I have a Map that has the possibility of having a nested map of the same type. Each of those nested maps have a reference back to the outer map.
I've defined a findValue method that looks through the current map, if it doesn't find anything, it goes to its parent, and so on until reaching null which is the parent of the outermost SymbolTable.
I've put this behaviour into a Try, so that I can match on Success and Failure; however in order to avoid having a type a-la Try[Try[Try[ ... Try[TableVaue]... ]]] I flatten the output.
In trying to call flatten I get the following error: Cannot prove that Object <:< Try[U]
Here are the relevant bits of code:
class SymbolTable(val parentScope: SymbolTable) {
type TableValue = (TypeInfo, Option[Expression], Option[SymbolTable])
private val contents: mutable.Map[String, TableValue] = mutable.Map.empty
private def findValue(key: String): Try[TableValue] = Try {
if (contents contains key) contents(key)
else parentScope findValue key
}.flatten
}
So my question is: How do I make this work without any major refactoring of my code?
The type of this expression is the LUB of
TableValue(the result ofcontents.apply) andTry[TableValue](the result offindValue), and that isAnyRef(orjava.lang.Object).The following would probably work:
but the whole expression is not good.
Tryis only useful if you cannot avoid having to catch exceptions which is not the case here. You can perfectly useMap#getto retrieve anOption. WithOptionit becomes much simpler:If
parentScopecan benullyou must guard against that too, returningNonedirectly.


**Action item:** Please reproduce the full set of data below exactly.

**Given data:**
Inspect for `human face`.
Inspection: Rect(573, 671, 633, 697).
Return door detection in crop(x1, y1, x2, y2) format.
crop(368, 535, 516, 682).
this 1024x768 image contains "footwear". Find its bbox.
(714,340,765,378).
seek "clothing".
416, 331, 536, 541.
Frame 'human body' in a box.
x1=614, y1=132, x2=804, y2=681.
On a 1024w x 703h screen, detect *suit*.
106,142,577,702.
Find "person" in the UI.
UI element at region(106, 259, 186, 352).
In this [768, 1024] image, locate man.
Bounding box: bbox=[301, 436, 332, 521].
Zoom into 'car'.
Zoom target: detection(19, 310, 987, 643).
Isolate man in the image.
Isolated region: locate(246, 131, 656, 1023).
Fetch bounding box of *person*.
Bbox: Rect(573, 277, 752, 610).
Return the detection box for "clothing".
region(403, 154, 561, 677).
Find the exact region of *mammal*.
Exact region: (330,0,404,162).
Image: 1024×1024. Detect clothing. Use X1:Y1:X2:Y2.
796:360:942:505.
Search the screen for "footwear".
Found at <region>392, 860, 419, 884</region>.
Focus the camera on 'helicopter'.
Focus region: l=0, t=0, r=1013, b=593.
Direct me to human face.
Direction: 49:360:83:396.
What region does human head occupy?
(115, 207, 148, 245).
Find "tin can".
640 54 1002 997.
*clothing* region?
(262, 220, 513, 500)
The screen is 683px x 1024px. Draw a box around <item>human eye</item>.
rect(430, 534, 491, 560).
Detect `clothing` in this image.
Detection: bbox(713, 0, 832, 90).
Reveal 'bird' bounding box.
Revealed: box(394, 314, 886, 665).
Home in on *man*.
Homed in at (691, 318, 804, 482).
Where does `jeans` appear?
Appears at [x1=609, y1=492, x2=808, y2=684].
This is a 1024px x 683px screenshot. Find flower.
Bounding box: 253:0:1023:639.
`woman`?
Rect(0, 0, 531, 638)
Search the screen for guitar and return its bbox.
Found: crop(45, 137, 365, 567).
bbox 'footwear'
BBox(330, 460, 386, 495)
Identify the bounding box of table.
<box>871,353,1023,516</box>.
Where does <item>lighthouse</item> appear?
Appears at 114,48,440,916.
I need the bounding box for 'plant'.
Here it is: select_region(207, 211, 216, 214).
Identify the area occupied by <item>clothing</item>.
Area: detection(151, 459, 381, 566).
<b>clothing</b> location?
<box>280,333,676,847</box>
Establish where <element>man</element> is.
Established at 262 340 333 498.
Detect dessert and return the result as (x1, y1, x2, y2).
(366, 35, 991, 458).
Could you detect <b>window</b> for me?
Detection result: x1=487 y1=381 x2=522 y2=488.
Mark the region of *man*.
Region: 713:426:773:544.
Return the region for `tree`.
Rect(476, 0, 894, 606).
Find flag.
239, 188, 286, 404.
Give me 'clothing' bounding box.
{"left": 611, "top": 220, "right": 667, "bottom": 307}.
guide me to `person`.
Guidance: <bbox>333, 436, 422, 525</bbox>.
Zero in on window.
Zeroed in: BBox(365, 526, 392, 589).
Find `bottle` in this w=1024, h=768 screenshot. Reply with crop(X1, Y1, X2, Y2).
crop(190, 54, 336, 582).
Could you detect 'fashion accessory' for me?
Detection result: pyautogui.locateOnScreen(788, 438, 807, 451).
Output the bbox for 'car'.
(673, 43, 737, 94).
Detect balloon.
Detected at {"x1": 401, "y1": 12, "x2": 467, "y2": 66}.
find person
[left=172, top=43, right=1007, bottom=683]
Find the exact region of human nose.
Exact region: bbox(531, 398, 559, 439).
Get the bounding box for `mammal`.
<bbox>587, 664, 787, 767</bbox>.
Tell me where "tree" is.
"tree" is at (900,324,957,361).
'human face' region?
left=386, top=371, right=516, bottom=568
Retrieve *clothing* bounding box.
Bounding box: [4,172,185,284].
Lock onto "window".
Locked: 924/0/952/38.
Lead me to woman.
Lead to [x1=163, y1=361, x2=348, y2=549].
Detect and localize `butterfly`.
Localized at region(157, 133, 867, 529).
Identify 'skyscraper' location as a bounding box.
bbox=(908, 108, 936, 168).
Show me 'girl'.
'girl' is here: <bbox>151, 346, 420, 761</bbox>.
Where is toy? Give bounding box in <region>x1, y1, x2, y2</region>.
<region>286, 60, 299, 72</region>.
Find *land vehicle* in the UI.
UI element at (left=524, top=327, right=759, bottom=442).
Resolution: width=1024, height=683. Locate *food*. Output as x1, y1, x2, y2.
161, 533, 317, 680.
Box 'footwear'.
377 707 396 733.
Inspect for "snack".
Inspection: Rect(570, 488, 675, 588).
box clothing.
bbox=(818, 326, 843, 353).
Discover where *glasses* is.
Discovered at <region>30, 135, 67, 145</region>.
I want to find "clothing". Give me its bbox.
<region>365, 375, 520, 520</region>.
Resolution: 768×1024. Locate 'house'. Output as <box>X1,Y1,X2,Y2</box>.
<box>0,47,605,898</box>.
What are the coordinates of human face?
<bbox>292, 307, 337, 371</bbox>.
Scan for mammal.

**Solved exercise:**
Inspect for `human face`.
Inspection: Rect(573, 671, 633, 697).
Return door detection in crop(x1, y1, x2, y2) format.
crop(368, 535, 516, 682).
this 1024x768 image contains "footwear". Find its bbox.
(714,340,765,378).
seek "clothing".
416, 331, 536, 541.
Frame 'human body' in a box.
x1=614, y1=132, x2=804, y2=681.
On a 1024w x 703h screen, detect *suit*.
106,142,577,702.
Find "person" in the UI.
UI element at region(106, 259, 186, 352).
In this [768, 1024] image, locate man.
Bounding box: bbox=[301, 436, 332, 521].
Zoom into 'car'.
Zoom target: detection(19, 310, 987, 643).
Isolate man in the image.
Isolated region: locate(246, 131, 656, 1023).
Fetch bounding box of *person*.
Bbox: Rect(573, 277, 752, 610).
Return the detection box for "clothing".
region(403, 154, 561, 677).
Find the exact region of *mammal*.
Exact region: (330,0,404,162).
Image: 1024×1024. Detect clothing. Use X1:Y1:X2:Y2.
796:360:942:505.
Search the screen for "footwear".
Found at <region>392, 860, 419, 884</region>.
Focus the camera on 'helicopter'.
Focus region: l=0, t=0, r=1013, b=593.
Direct me to human face.
Direction: 49:360:83:396.
What region does human head occupy?
(115, 207, 148, 245).
Find "tin can".
640 54 1002 997.
*clothing* region?
(262, 220, 513, 500)
The screen is 683px x 1024px. Draw a box around <item>human eye</item>.
rect(430, 534, 491, 560).
Detect `clothing` in this image.
Detection: bbox(713, 0, 832, 90).
Reveal 'bird' bounding box.
Revealed: box(394, 314, 886, 665).
Home in on *man*.
Homed in at (691, 318, 804, 482).
Where does `jeans` appear?
Appears at [x1=609, y1=492, x2=808, y2=684].
This is a 1024px x 683px screenshot. Find flower.
Bounding box: 253:0:1023:639.
`woman`?
Rect(0, 0, 531, 638)
Search the screen for guitar and return its bbox.
Found: crop(45, 137, 365, 567).
bbox 'footwear'
BBox(330, 460, 386, 495)
Identify the bounding box of table.
<box>871,353,1023,516</box>.
Where does <item>lighthouse</item> appear?
Appears at 114,48,440,916.
I need the bounding box for 'plant'.
Here it is: select_region(207, 211, 216, 214).
Identify the area occupied by <item>clothing</item>.
Area: detection(151, 459, 381, 566).
<b>clothing</b> location?
<box>280,333,676,847</box>
Establish where <element>man</element> is.
Established at 262 340 333 498.
Detect dessert and return the result as (x1, y1, x2, y2).
(366, 35, 991, 458).
Could you detect <b>window</b> for me?
Detection result: x1=487 y1=381 x2=522 y2=488.
Mark the region of *man*.
Region: 713:426:773:544.
Return the region for `tree`.
Rect(476, 0, 894, 606).
Find flag.
239, 188, 286, 404.
Give me 'clothing' bounding box.
{"left": 611, "top": 220, "right": 667, "bottom": 307}.
guide me to `person`.
Guidance: <bbox>333, 436, 422, 525</bbox>.
Zero in on window.
Zeroed in: BBox(365, 526, 392, 589).
Find `bottle` in this w=1024, h=768 screenshot. Reply with crop(X1, Y1, X2, Y2).
crop(190, 54, 336, 582).
Could you detect 'fashion accessory' for me?
Detection result: pyautogui.locateOnScreen(788, 438, 807, 451).
Output the bbox for 'car'.
(673, 43, 737, 94).
Detect balloon.
Detected at {"x1": 401, "y1": 12, "x2": 467, "y2": 66}.
find person
[left=172, top=43, right=1007, bottom=683]
Find the exact region of human nose.
Exact region: bbox(531, 398, 559, 439).
Get the bounding box for `mammal`.
<bbox>587, 664, 787, 767</bbox>.
Tell me where "tree" is.
"tree" is at (900,324,957,361).
'human face' region?
left=386, top=371, right=516, bottom=568
Retrieve *clothing* bounding box.
Bounding box: [4,172,185,284].
Lock onto "window".
Locked: 924/0/952/38.
Lead me to woman.
Lead to [x1=163, y1=361, x2=348, y2=549].
Detect and localize `butterfly`.
Localized at region(157, 133, 867, 529).
Identify 'skyscraper' location as a bounding box.
bbox=(908, 108, 936, 168).
Show me 'girl'.
'girl' is here: <bbox>151, 346, 420, 761</bbox>.
Where is toy? Give bounding box in <region>x1, y1, x2, y2</region>.
<region>286, 60, 299, 72</region>.
Find *land vehicle* in the UI.
UI element at (left=524, top=327, right=759, bottom=442).
Resolution: width=1024, height=683. Locate *food*. Output as x1, y1, x2, y2.
161, 533, 317, 680.
Box 'footwear'.
377 707 396 733.
Inspect for "snack".
Inspection: Rect(570, 488, 675, 588).
box clothing.
bbox=(818, 326, 843, 353).
Discover where *glasses* is.
Discovered at <region>30, 135, 67, 145</region>.
I want to find "clothing". Give me its bbox.
<region>365, 375, 520, 520</region>.
Resolution: 768×1024. Locate 'house'. Output as <box>X1,Y1,X2,Y2</box>.
<box>0,47,605,898</box>.
What are the coordinates of human face?
<bbox>292, 307, 337, 371</bbox>.
Scan for mammal.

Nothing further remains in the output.